Logo Questions Linux Laravel Mysql Ubuntu Git Menu
 

How to add an icon to System.Windows.Forms.MenuItem?

I tried to add an icon to one of my context menu items, but I couldn't do it. Can anybody help me?

Here's the code I've written:

 private System.Windows.Forms.ContextMenu notifyContextMenu;
 private void foo() {
            if (notifyIcon == null) {
                notifyIcon = new System.Windows.Forms.NotifyIcon();   
            }

           if (notifyContextMenu == null) {
               notifyContextMenu = new System.Windows.Forms.ContextMenu();
               notifyContextMenu.MenuItems.Add("Exit");
               // How do I add an icon to this context menu item?
             }
            notifyIcon.ContextMenu =  notifyContextMenu;
          }
     }
like image 463
Alexandre Avatar asked May 20 '12 07:05

Alexandre


People also ask

How do I add icons to MenuItem?

You can easily add icons to your menu items if you wish. Open your menu item, click Select for the "Icon" field, an icon panel will open where you can select your icon.

How do I add a menu bar in Windows Forms?

You can add menus to Windows Forms at design time by adding the MainMenu component and then appending menu items to it using the Menu Designer. After drag the Menustrip on your form you can directly create the menu items by type a value into the "Type Here" box on the menubar part of your form.


1 Answers

Lex Li's answer covers the simplest way to do this: switch from the MainMenu control to the MenuStrip control, which provides built-in, out-of-the-box support for adding icons to each menu item. Unfortunately, as I discussed in a comment to his answer, this solution has some ugly consequences.

In particular, if you use the MenuStrip control, your menus will forever look ugly and out of place on newer versions of Windows because they're custom drawn by .NET code that will probably never be updated. Sure, they look slick on Windows XP, but that's been old news for at least 5 years. Menus look totally different starting with Windows Vista, and that's what your user will expect from your app, too. The coolest icons in the world just won't help you look any more modern. Compare:

               MenuStrip (and its little brother, ContextMenuStrip) look downright ugly on Windows Vista and later, compared to the platform native menus, as implemented with MainMenu (and its little brother, ContextMenu)

So the somewhat more involved solution is to stick with the MainMenu control, which actually uses menus drawn by Windows itself, but write some code that handles adding an icon.

And fortunately, Wyatt O'Day has already written a great custom control that does this for you. All you have to do is download it, drop it into your project, compile, and start using it. It's open-source, licensed under the BSD license, and it produces menus that look platform native on all versions of Windows. Download it here from his website, or start with his introduction and 100% accurate rant.

The results are awesome:

               Comparing the appearance of Wyatt's VistaMenu control on 4 different operating systems: Windows 7, Vista, XP, and 2000. On all 4, it looks just like the platform native menus, except with icons!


*Prompt*
Restate every entry word for word.

___ Data

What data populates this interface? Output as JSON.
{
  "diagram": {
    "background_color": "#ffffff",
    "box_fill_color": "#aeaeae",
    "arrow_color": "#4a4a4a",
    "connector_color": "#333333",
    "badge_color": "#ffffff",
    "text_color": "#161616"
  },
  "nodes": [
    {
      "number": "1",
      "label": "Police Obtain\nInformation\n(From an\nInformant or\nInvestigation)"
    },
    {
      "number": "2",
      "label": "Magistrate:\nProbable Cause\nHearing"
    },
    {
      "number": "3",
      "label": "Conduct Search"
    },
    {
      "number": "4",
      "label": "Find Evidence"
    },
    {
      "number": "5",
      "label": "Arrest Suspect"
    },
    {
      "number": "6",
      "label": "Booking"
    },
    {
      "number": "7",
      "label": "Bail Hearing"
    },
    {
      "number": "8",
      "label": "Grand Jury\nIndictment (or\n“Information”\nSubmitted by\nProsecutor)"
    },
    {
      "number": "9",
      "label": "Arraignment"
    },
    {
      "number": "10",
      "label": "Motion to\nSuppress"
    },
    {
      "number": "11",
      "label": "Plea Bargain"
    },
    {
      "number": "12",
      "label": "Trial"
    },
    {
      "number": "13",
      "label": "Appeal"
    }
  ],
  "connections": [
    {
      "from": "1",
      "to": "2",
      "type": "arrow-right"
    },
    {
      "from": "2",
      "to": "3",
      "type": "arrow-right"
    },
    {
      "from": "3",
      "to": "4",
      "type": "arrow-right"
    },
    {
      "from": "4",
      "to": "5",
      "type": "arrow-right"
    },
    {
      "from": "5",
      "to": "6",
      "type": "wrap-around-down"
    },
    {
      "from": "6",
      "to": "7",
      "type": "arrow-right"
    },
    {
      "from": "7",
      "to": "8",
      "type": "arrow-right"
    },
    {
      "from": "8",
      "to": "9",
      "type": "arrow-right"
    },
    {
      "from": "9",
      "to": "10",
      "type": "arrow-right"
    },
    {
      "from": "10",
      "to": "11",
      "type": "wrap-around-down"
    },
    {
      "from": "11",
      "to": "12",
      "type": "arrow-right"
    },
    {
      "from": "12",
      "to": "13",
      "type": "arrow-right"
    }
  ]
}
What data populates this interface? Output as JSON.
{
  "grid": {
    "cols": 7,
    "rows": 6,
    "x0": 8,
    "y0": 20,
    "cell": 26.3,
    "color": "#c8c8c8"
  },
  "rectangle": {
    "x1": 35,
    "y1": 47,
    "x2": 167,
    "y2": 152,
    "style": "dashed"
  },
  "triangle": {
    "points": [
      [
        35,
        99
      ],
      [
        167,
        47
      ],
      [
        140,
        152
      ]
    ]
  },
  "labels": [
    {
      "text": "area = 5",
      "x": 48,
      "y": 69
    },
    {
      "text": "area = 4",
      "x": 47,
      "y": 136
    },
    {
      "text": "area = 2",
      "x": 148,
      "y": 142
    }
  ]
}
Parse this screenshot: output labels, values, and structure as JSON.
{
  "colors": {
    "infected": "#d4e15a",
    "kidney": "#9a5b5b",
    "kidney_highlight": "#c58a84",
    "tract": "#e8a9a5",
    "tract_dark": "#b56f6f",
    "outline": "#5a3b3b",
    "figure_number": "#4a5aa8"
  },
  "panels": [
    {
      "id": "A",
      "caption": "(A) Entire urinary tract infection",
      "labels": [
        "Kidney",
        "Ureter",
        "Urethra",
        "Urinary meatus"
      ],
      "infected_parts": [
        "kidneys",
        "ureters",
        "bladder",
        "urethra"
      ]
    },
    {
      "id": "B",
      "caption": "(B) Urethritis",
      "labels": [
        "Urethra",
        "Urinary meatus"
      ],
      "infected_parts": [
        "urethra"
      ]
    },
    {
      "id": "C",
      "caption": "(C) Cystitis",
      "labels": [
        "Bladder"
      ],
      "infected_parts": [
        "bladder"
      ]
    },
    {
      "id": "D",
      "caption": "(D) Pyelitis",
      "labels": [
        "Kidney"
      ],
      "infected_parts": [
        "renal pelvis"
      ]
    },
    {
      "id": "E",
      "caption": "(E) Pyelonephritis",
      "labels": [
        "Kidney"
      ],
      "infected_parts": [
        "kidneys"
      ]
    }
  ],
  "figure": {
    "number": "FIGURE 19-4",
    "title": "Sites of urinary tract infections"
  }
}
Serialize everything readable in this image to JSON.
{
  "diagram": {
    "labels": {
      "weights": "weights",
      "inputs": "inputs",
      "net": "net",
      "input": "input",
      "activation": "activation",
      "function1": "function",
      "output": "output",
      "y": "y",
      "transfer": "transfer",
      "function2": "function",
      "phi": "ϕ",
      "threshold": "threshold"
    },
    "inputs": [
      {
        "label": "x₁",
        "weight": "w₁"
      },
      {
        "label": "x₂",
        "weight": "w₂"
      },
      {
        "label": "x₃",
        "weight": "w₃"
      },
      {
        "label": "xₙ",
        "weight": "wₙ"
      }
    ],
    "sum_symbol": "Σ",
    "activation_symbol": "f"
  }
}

______

*Task result*
What data populates this interface? Output as JSON.
{
  "diagram": {
    "background_color": "#ffffff",
    "box_fill_color": "#aeaeae",
    "arrow_color": "#4a4a4a",
    "connector_color": "#333333",
    "badge_color": "#ffffff",
    "text_color": "#161616"
  },
  "nodes": [
    {
      "number": "1",
      "label": "Police Obtain\nInformation\n(From an\nInformant or\nInvestigation)"
    },
    {
      "number": "2",
      "label": "Magistrate:\nProbable Cause\nHearing"
    },
    {
      "number": "3",
      "label": "Conduct Search"
    },
    {
      "number": "4",
      "label": "Find Evidence"
    },
    {
      "number": "5",
      "label": "Arrest Suspect"
    },
    {
      "number": "6",
      "label": "Booking"
    },
    {
      "number": "7",
      "label": "Bail Hearing"
    },
    {
      "number": "8",
      "label": "Grand Jury\nIndictment (or\n“Information”\nSubmitted by\nProsecutor)"
    },
    {
      "number": "9",
      "label": "Arraignment"
    },
    {
      "number": "10",
      "label": "Motion to\nSuppress"
    },
    {
      "number": "11",
      "label": "Plea Bargain"
    },
    {
      "number": "12",
      "label": "Trial"
    },
    {
      "number": "13",
      "label": "Appeal"
    }
  ],
  "connections": [
    {
      "from": "1",
      "to": "2",
      "type": "arrow-right"
    },
    {
      "from": "2",
      "to": "3",
      "type": "arrow-right"
    },
    {
      "from": "3",
      "to": "4",
      "type": "arrow-right"
    },
    {
      "from": "4",
      "to": "5",
      "type": "arrow-right"
    },
    {
      "from": "5",
      "to": "6",
      "type": "wrap-around-down"
    },
    {
      "from": "6",
      "to": "7",
      "type": "arrow-right"
    },
    {
      "from": "7",
      "to": "8",
      "type": "arrow-right"
    },
    {
      "from": "8",
      "to": "9",
      "type": "arrow-right"
    },
    {
      "from": "9",
      "to": "10",
      "type": "arrow-right"
    },
    {
      "from": "10",
      "to": "11",
      "type": "wrap-around-down"
    },
    {
      "from": "11",
      "to": "12",
      "type": "arrow-right"
    },
    {
      "from": "12",
      "to": "13",
      "type": "arrow-right"
    }
  ]
}
What data populates this interface? Output as JSON.
{
  "grid": {
    "cols": 7,
    "rows": 6,
    "x0": 8,
    "y0": 20,
    "cell": 26.3,
    "color": "#c8c8c8"
  },
  "rectangle": {
    "x1": 35,
    "y1": 47,
    "x2": 167,
    "y2": 152,
    "style": "dashed"
  },
  "triangle": {
    "points": [
      [
        35,
        99
      ],
      [
        167,
        47
      ],
      [
        140,
        152
      ]
    ]
  },
  "labels": [
    {
      "text": "area = 5",
      "x": 48,
      "y": 69
    },
    {
      "text": "area = 4",
      "x": 47,
      "y": 136
    },
    {
      "text": "area = 2",
      "x": 148,
      "y": 142
    }
  ]
}
Parse this screenshot: output labels, values, and structure as JSON.
{
  "colors": {
    "infected": "#d4e15a",
    "kidney": "#9a5b5b",
    "kidney_highlight": "#c58a84",
    "tract": "#e8a9a5",
    "tract_dark": "#b56f6f",
    "outline": "#5a3b3b",
    "figure_number": "#4a5aa8"
  },
  "panels": [
    {
      "id": "A",
      "caption": "(A) Entire urinary tract infection",
      "labels": [
        "Kidney",
        "Ureter",
        "Urethra",
        "Urinary meatus"
      ],
      "infected_parts": [
        "kidneys",
        "ureters",
        "bladder",
        "urethra"
      ]
    },
    {
      "id": "B",
      "caption": "(B) Urethritis",
      "labels": [
        "Urethra",
        "Urinary meatus"
      ],
      "infected_parts": [
        "urethra"
      ]
    },
    {
      "id": "C",
      "caption": "(C) Cystitis",
      "labels": [
        "Bladder"
      ],
      "infected_parts": [
        "bladder"
      ]
    },
    {
      "id": "D",
      "caption": "(D) Pyelitis",
      "labels": [
        "Kidney"
      ],
      "infected_parts": [
        "renal pelvis"
      ]
    },
    {
      "id": "E",
      "caption": "(E) Pyelonephritis",
      "labels": [
        "Kidney"
      ],
      "infected_parts": [
        "kidneys"
      ]
    }
  ],
  "figure": {
    "number": "FIGURE 19-4",
    "title": "Sites of urinary tract infections"
  }
}
Serialize everything readable in this image to JSON.
{
  "diagram": {
    "labels": {
      "weights": "weights",
      "inputs": "inputs",
      "net": "net",
      "input": "input",
      "activation": "activation",
      "function1": "function",
      "output": "output",
      "y": "y",
      "transfer": "transfer",
      "function2": "function",
      "phi": "ϕ",
      "threshold": "threshold"
    },
    "inputs": [
      {
        "label": "x₁",
        "weight": "w₁"
      },
      {
        "label": "x₂",
        "weight": "w₂"
      },
      {
        "label": "x₃",
        "weight": "w₃"
      },
      {
        "label": "xₙ",
        "weight": "wₙ"
      }
    ],
    "sum_symbol": "Σ",
    "activation_symbol": "f"
  }
}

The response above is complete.